Tuesday, July 28, 2009

Twenty-Second Post: Cleveland Museum of Art's New East Wing, Part One

Hi all,

For the past month the talk in the Cleveland art world has focused on the opening of the Cleveland Museum of Art's new East Wing and the sudden resignation of Timothy Rub, the Museum's director for just three years. I would enjoy comments from readers on either subject.

My history with the CMA goes back to second grade when I attended Saturday classes there. In high school, my Saturday art classes were across the street at the Institute of Art, with trips to the Art Museum after lunch. My high school art club traveled to the Museum's May Show each Spring (after dinner downtown at the New york Spaghetti House.)
After college at Baldwin-Wallace and Kent State and art school in New York, I returning to Cleveland to paint. The Museum was again a place to visit often. Finally, after a hiatus of recording and touring with a rock band, my re-involvement the the visual arts was through a teaching position in the Museum's Education Department. My association with that department continued until just several years ago.

This personal history of my relationship with the Cleveland Museum of Art is by way of introducing a discussion of its new East Wing. This new space is part of a long expansion process the Museum is undertaking. Last Summer the Museum re-opened the main floor of the its 1916 building which I covered in an earlier post to this blog. Much work is left to be done on this expansion process including the construction of a new West Wing, a new covered atrium replacing the outdoor garden court, the re-opening of Gartner Auditorium, the renovation of the lower level of the 1916 building and the re-installation of the bulk of the Museum's long stored collections.

My first visit to the Museum's new East Wing was late on a Wednesday afternoon in July. My wife Gail and I wanted to tour the new wing and have an early dinner before viewing a film showing there. As typical of the CMA, the galleries were beautifully finished and the art beautifully displayed.
Natural light penetrated deep into the interior spaces of the new wing. The art includes European and American work from the Nineteenth and Twentieth Centuries. Photography now has its own galleries and is no longer diplayed in dimly lit corridors. Artists of the Cleveland School even have their own small gallery. There is one striking anomoly: A single, long, narrow gallery hung with art that should be viewed at a distance which is impossible in this space.

(This is the first of several blogs on the Cleveland Museum of Art. Please stop back for future installments.)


■ **About this exercise**:
Omitting all images, transcribe the entries word for word.

■ **Records to use**:
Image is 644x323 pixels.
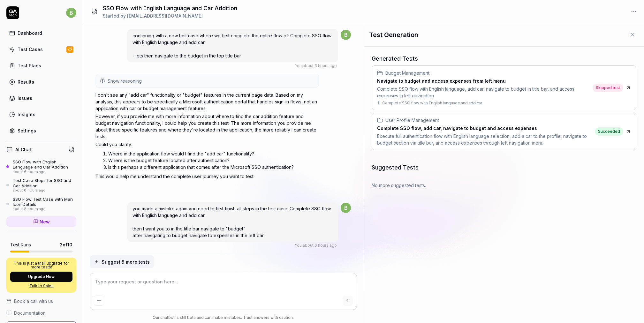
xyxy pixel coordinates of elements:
p: This would help me understand the complete user journey you want to test. [95,173,319,179]
h5: Test Runs [11,242,31,248]
h4: AI Chat [16,146,31,153]
span: b [340,29,351,40]
div: Insights [18,111,35,117]
p: Could you clarify: [95,141,319,148]
span: New [40,219,50,225]
a: Documentation [7,309,77,316]
a: Budget ManagementNavigate to budget and access expenses from left menuComplete SSO flow with Engl... [371,65,637,110]
button: Suggest 5 more tests [90,255,153,268]
div: Settings [18,127,36,134]
div: Our chatbot is still beta and can make mistakes. Trust answers with caution. [90,315,357,321]
a: Dashboard [7,27,77,39]
h3: Generated Tests [371,55,637,63]
div: Results [18,78,34,85]
div: , about 6 hours ago [295,63,337,69]
div: Dashboard [18,29,42,37]
a: User Profile ManagementComplete SSO flow, add car, navigate to budget and access expensesExecute ... [371,113,637,150]
li: Where in the application flow would I find the "add car" functionality? [109,150,319,157]
div: Started by [103,12,238,19]
a: Insights [7,108,77,121]
div: SSO Flow Test Case with Man Icon Details [13,197,77,207]
div: about 8 hours ago [13,188,77,192]
span: You [295,243,302,248]
a: Settings [7,125,77,137]
span: Succeeded [595,127,624,135]
li: Is this perhaps a different application that comes after the Microsoft SSO authentication? [109,164,319,170]
a: Test Cases [7,43,77,55]
a: SSO Flow with English Language and Car Additionabout 6 hours ago [7,159,77,174]
button: b [66,7,77,19]
div: SSO Flow with English Language and Car Addition [13,159,77,170]
div: about 8 hours ago [13,207,77,211]
a: Issues [7,92,77,104]
span: b [66,7,77,18]
div: , about 6 hours ago [295,242,337,248]
span: User Profile Management [385,117,439,123]
h3: Navigate to budget and access expenses from left menu [377,77,590,84]
span: You [295,63,302,68]
a: Talk to Sales [11,283,73,289]
p: However, if you provide me with more information about where to find the car addition feature and... [95,113,319,139]
div: Issues [18,95,33,101]
button: Show reasoning [96,74,318,87]
span: Skipped test [593,84,624,92]
span: Documentation [14,309,46,316]
a: Test Plans [7,60,77,72]
h1: SSO Flow with English Language and Car Addition [103,4,238,12]
a: New [7,216,77,227]
span: Suggest 5 more tests [101,259,149,265]
h1: Test Generation [369,30,419,40]
div: Execute full authentication flow with English language selection, add a car to the profile, navig... [377,133,593,146]
span: you made a mistake again you need to first finish all steps in the test case: Complete SSO flow w... [132,206,331,238]
p: I don't see any "add car" functionality or "budget" features in the current page data. Based on m... [95,91,319,112]
div: about 6 hours ago [13,170,77,175]
a: Complete SSO flow with English language and add car [382,100,482,106]
button: Show reasoning [96,254,318,267]
button: Add attachment [94,295,104,306]
div: Test Cases [18,46,42,53]
span: b [340,202,351,213]
span: Book a call with us [14,298,53,304]
a: SSO Flow Test Case with Man Icon Detailsabout 8 hours ago [7,197,77,211]
span: Show reasoning [108,77,142,84]
button: Upgrade Now [11,272,73,281]
a: Test Case Steps for SSO and Car Additionabout 8 hours ago [7,178,77,192]
span: continuing with a new test case where we first complete the entire flow of: Complete SSO flow wit... [132,33,331,59]
h3: Suggested Tests [371,163,637,171]
span: [EMAIL_ADDRESS][DOMAIN_NAME] [127,13,202,19]
div: Test Case Steps for SSO and Car Addition [13,178,77,188]
span: 3 of 10 [60,241,73,248]
a: Results [7,76,77,88]
div: Test Plans [18,62,41,69]
span: Budget Management [385,69,429,77]
p: This is just a trial, upgrade for more tests! [11,261,73,269]
h3: Complete SSO flow, add car, navigate to budget and access expenses [377,125,593,131]
li: Where is the budget feature located after authentication? [109,157,319,164]
a: Book a call with us [7,298,77,304]
div: Complete SSO flow with English language, add car, navigate to budget in title bar, and access exp... [377,86,590,99]
div: No more suggested tests. [371,182,637,188]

■ **Output for this exercise**:
Image is 644x323 pixels.
xyxy pixel coordinates of elements:
p: This would help me understand the complete user journey you want to test. [95,173,319,179]
h5: Test Runs [11,242,31,248]
h4: AI Chat [16,146,31,153]
span: b [340,29,351,40]
div: Insights [18,111,35,117]
p: Could you clarify: [95,141,319,148]
span: New [40,219,50,225]
a: Documentation [7,309,77,316]
a: Budget ManagementNavigate to budget and access expenses from left menuComplete SSO flow with Engl... [371,65,637,110]
button: Suggest 5 more tests [90,255,153,268]
div: Settings [18,127,36,134]
div: Our chatbot is still beta and can make mistakes. Trust answers with caution. [90,315,357,321]
a: Dashboard [7,27,77,39]
h3: Generated Tests [371,55,637,63]
div: Results [18,78,34,85]
div: , about 6 hours ago [295,63,337,69]
div: Dashboard [18,29,42,37]
a: User Profile ManagementComplete SSO flow, add car, navigate to budget and access expensesExecute ... [371,113,637,150]
li: Where in the application flow would I find the "add car" functionality? [109,150,319,157]
div: Started by [103,12,238,19]
a: Insights [7,108,77,121]
div: SSO Flow Test Case with Man Icon Details [13,197,77,207]
div: about 8 hours ago [13,188,77,192]
span: You [295,243,302,248]
a: Settings [7,125,77,137]
span: Succeeded [595,127,624,135]
li: Is this perhaps a different application that comes after the Microsoft SSO authentication? [109,164,319,170]
a: Test Cases [7,43,77,55]
a: SSO Flow with English Language and Car Additionabout 6 hours ago [7,159,77,174]
button: b [66,7,77,19]
div: SSO Flow with English Language and Car Addition [13,159,77,170]
div: about 8 hours ago [13,207,77,211]
a: Issues [7,92,77,104]
span: b [66,7,77,18]
div: , about 6 hours ago [295,242,337,248]
span: User Profile Management [385,117,439,123]
h3: Navigate to budget and access expenses from left menu [377,77,590,84]
span: You [295,63,302,68]
a: Talk to Sales [11,283,73,289]
p: However, if you provide me with more information about where to find the car addition feature and... [95,113,319,139]
div: Issues [18,95,33,101]
button: Show reasoning [96,74,318,87]
span: Skipped test [593,84,624,92]
span: Documentation [14,309,46,316]
a: Test Plans [7,60,77,72]
h1: SSO Flow with English Language and Car Addition [103,4,238,12]
a: New [7,216,77,227]
span: Suggest 5 more tests [101,259,149,265]
h1: Test Generation [369,30,419,40]
div: Execute full authentication flow with English language selection, add a car to the profile, navig... [377,133,593,146]
span: you made a mistake again you need to first finish all steps in the test case: Complete SSO flow w... [132,206,331,238]
p: I don't see any "add car" functionality or "budget" features in the current page data. Based on m... [95,91,319,112]
div: about 6 hours ago [13,170,77,175]
a: Complete SSO flow with English language and add car [382,100,482,106]
button: Show reasoning [96,254,318,267]
button: Add attachment [94,295,104,306]
div: Test Cases [18,46,42,53]
span: b [340,202,351,213]
span: Book a call with us [14,298,53,304]
a: SSO Flow Test Case with Man Icon Detailsabout 8 hours ago [7,197,77,211]
span: Show reasoning [108,77,142,84]
button: Upgrade Now [11,272,73,281]
a: Test Case Steps for SSO and Car Additionabout 8 hours ago [7,178,77,192]
span: continuing with a new test case where we first complete the entire flow of: Complete SSO flow wit... [132,33,331,59]
h3: Suggested Tests [371,163,637,171]
span: [EMAIL_ADDRESS][DOMAIN_NAME] [127,13,202,19]
div: Test Case Steps for SSO and Car Addition [13,178,77,188]
span: 3 of 10 [60,241,73,248]
a: Results [7,76,77,88]
div: Test Plans [18,62,41,69]
span: Budget Management [385,69,429,77]
p: This is just a trial, upgrade for more tests! [11,261,73,269]
h3: Complete SSO flow, add car, navigate to budget and access expenses [377,125,593,131]
li: Where is the budget feature located after authentication? [109,157,319,164]
a: Book a call with us [7,298,77,304]
div: Complete SSO flow with English language, add car, navigate to budget in title bar, and access exp... [377,86,590,99]
div: No more suggested tests. [371,182,637,188]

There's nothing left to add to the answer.